I'm open to series, trilogies, or standalone novels. I really like military science fiction / space opera. I'm also a real sucker for xenoarchaelogy stories though. Hidden artifacts and other mysterious alien devices do it for me!

My favorite books, to kind of help you get a feel for what I specifically like to read:

Dune by Frank Herbert
Exultant by Stephen Baxter
The Dark Beyond the Stars
As On A Darkling Plain by Ben Bova
Deepsix by Jack McDevitt
Starship Troopers by Robert A. Heinlein


Ian Banks' stuff, Peter F. Hamilton's stuff (especially the Night's Dawn books). And since you said Starship Troopers, check out David Sherman's "Starfist" series as well as Jack Campbell's "Lost Fleet" saga.
 

Alastair Reynolds
' Revelation Space universe books are great and on the hard side of sci-fi. Revelation Space, Redemption Ark & Absolution Gap.

Tried Revelation Space a number of weeks ago, got about 25-50 pages in when I just couldn't make it any further. It was all so dry and lifeless. :(

May return to it someday because all the concepts people mentioned seemed interesting, but there was no emotion to any of the characters. Sure, people were doing emotional things, but I didn't believe or feel a word of it.

Thank you! I've kept quiet because so many people around here rave about Reynolds's books but I felt/did the same thing. I forced myself through Revelation Space and just couldn't face any more of his garbage. I wanted to like it but...

I found an author who writes similar stuff with ten times the life injected into his characters. Ken MacCleod. Try The Stone Canal. Try any of his stories-they are, IMO, far superior. And for Starship Trooper-like stories Michael Z Williamson. One is called Freehold-great tale.
 
I'm looking for something to read that is just completely awe inspiring.

I want something with interesting characters, cool technology, intriguing aliens, and engaging plots.

Hidden artifacts and other mysterious alien devices do it for me!

May I recommend for you, on that basis, Frederick Pohl's Gateway.

Basically (and without spoilers) a ruined Earth finds an alien spaceport in the solar system. Docked are a great many ships, no signs of their previous pilots. Humans can work the ships, get them to fly, but have no control over where. All they know is that some of them leave, many don't come back and those that do come back, might not next time.

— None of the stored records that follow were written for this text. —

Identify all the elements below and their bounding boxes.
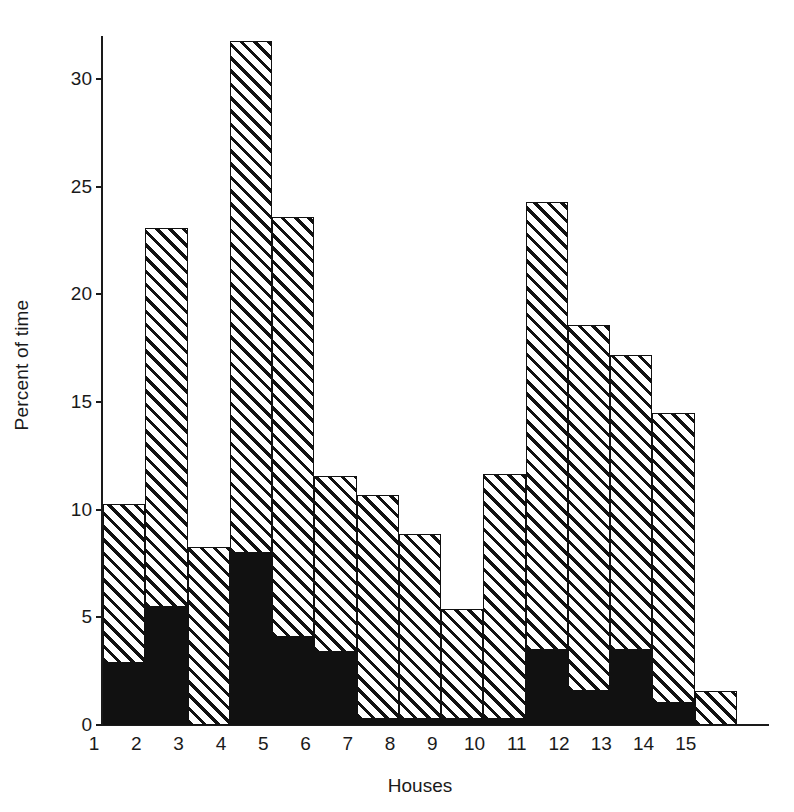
bar-chart: Percent of time 051015202530 12345678910…: [0, 0, 794, 812]
bar-segment-hatched: [188, 547, 230, 725]
bar: [526, 36, 568, 725]
y-axis-tick-mark: [96, 401, 102, 403]
bar: [272, 36, 314, 725]
bar-segment-hatched: [145, 228, 187, 606]
bar: [399, 36, 441, 725]
bar: [230, 36, 272, 725]
bar-segment-hatched: [610, 355, 652, 649]
bar-segment-hatched: [526, 202, 568, 649]
bar: [441, 36, 483, 725]
y-axis-title-text: Percent of time: [11, 300, 33, 431]
bar-segment-solid: [314, 652, 356, 725]
y-axis-tick-mark: [96, 724, 102, 726]
bar: [610, 36, 652, 725]
plot-area: [103, 0, 737, 726]
bar-segment-hatched: [103, 504, 145, 663]
bar-segment-hatched: [441, 609, 483, 718]
y-axis-tick-mark: [96, 293, 102, 295]
y-axis-tick-label: 15: [36, 391, 92, 413]
x-axis-tick-label: 15: [656, 733, 716, 755]
y-axis-tick-label: 25: [36, 176, 92, 198]
bar-segment-hatched: [314, 476, 356, 652]
bar-segment-solid: [526, 650, 568, 725]
bar-segment-solid: [103, 663, 145, 725]
y-axis-tick-label: 10: [36, 499, 92, 521]
bar-segment-solid: [272, 637, 314, 725]
bar-segment-hatched: [399, 534, 441, 719]
bar-segment-hatched: [230, 41, 272, 553]
bar: [483, 36, 525, 725]
bar: [145, 36, 187, 725]
bar: [357, 36, 399, 725]
y-axis-tick-label: 5: [36, 606, 92, 628]
bar-segment-hatched: [568, 325, 610, 690]
bar-segment-solid: [145, 607, 187, 725]
y-axis-tick-label: 30: [36, 68, 92, 90]
y-axis-tick-mark: [96, 616, 102, 618]
bar: [188, 36, 230, 725]
bar-segment-solid: [441, 719, 483, 725]
y-axis-tick-mark: [96, 78, 102, 80]
bar-segment-hatched: [272, 217, 314, 636]
bar: [652, 36, 694, 725]
bar: [103, 36, 145, 725]
bar: [314, 36, 356, 725]
bar-segment-solid: [483, 719, 525, 725]
bar-segment-solid: [610, 650, 652, 725]
bar-segment-solid: [652, 703, 694, 725]
bar-segment-hatched: [652, 413, 694, 703]
bar-segment-solid: [399, 719, 441, 725]
y-axis-tick-label: 20: [36, 283, 92, 305]
bar: [568, 36, 610, 725]
bar: [695, 36, 737, 725]
y-axis-tick-mark: [96, 186, 102, 188]
bar-segment-solid: [357, 719, 399, 725]
y-axis-tick-mark: [96, 509, 102, 511]
bar-segment-solid: [230, 553, 272, 725]
x-axis-title: Houses: [103, 775, 737, 797]
bar-segment-hatched: [357, 495, 399, 718]
bar-segment-hatched: [695, 691, 737, 725]
bar-segment-hatched: [483, 474, 525, 719]
bar-segment-solid: [568, 691, 610, 725]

I liked Peter Hamilton's Night's Dawn trilogy, but I tired a little from the descriptions and abundant use of technology he enjoyed. So much so that I gave up reading anything after Fallen Dragon.
 
Another vote for Hyperion, one of the best scifi series ever.

A Mote in God's Eye is excellent, a wonderful first contact story.

I really enjoyed Hamilton, I'd give his Commonwealth series a bit of a nod over the Confederation series but they are all excellent.

The Uplift War by David Brin (especially Startide Rising).

Old Man's War is commonly called the new Starship Troopers, and there's some validity to that. It has a similar feel without being totally derivative. Not nearly as philosophical however.